Dream Girl by Laura Lippman

Tags:  crime-fiction, mystery,

In Laura Lippman’s Dream Girl, sixty-one-year-old author Gerry Andersen has an accident that leaves him bedridden and heavily sedated for three months. Andersen’s young assistant, Victoria, goes on double duty as both secretary and nurse. In the evening a new woman, Aileen, enters the writer’s Baltimore penthouse as night nurse.

Andersen, a successful author of literary fiction, is best known for his novel Dream Girl, which has brought him wealth, fame, and a number of awards. Since its publication, there has been immense speculation about who inspired the book’s main character, Aubrey. Gerry’s friends and readers believe he neither sees nor hears “ordinary” women. He’s only capable of perceiving women as objects of desire. So how could he have gotten this one woman, Aubrey, so right on the page?

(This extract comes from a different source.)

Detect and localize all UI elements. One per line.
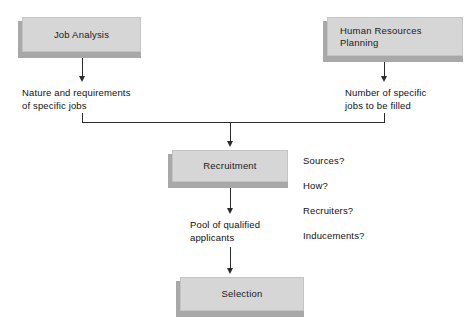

How could he have seen so deeply into her inner world?

Dream Girl by Laura Lippman

He couldn’t have. Either she was a real person, or someone else created this vivid character from scratch and Andersen stole her.

In bed, injured, with no connection to the world except his cell phone, Gerry receives disturbing calls from someone who claims to know his secrets. Some of the calls seem to be from Aubrey herself, a woman who he insists does not exist. His ex-girlfriend, Margot, a gold-digger, extortionist and unashamed hanger-on, seems to be the prime suspect. But the calls continue even after her murder.

As Gerry–immobilized, isolated, and dependent–obsesses over the identity of his tormentor, he recognizes that he’s become the most unreliable of narrators. His mind is addled by opioid pain meds and sleeping pills, while his isolation leaves him at the mercy of two nurses he trusts less and less.

In the afterword, Lippman said she wanted to create a claustrophobic novel, a story of shut-in reality, and she did. Dream Girl is claustrophobic both physically and intellectually. Physically, all of the action takes place in a single room, in a single bed, from which the protagonist cannot move. Intellectually, the story takes place within a tradition of bedridden protagonists that includes Paul Sheldon in Stephen King’s Misery, Alan Grant from Josephine Tey’s The Daughter of Time, and Jeff Jeffries from Hitchcock’s Rear Window.

Lippman directly references the first two several times in the story, though she doesn’t mention the third. In the first case, Misery, an author is tormented by an obsessive fan who doesn’t want him to get rid of a beloved character. In the second, a detective is trying to solve a centuries-old crime, based on evidence he collects–through an assistant–from primary and secondary sources. In the third, a man tries to make sense of a crime he thinks he has perceived while immobilized and possibly dreaming.

The plot of Dream Girls has many layers. Is someone trying to extort Gerry Andersen? If so, who? Did someone actually murder Margot? If so, who? Who is calling Gerry in the middle of the night? Where did Victoria go? Who is Aileen, really? And how do the alternating past-tense chapters, the ones that delve into Gerry’s childhood and three failed marriages, relate to the present-tense plot?

If those questions pique your interest, you’ll enjoy this book. Lippman writes for the engaged reader, not the lazy one, and if your mind likes the work of fitting together disparate pieces, you’ll like this book.

As for me–and I hate to say this–I found the thickly layered plot devices too contrived. Lippman is a brilliant crime writer, up there with Margaret Millar and Dorothy B. Hughes. (And forgive me for comparing her to only women, but those two were exceptional by any measure.) In Sunburn, she proved she doesn’t need to resort to narrative trickery. She can tell a story straight and have it hit home.

This isn’t my favorite of Lippman’s works, but it’s engaging and it has its high points. She’s immensely talented, and I look forward to her next work.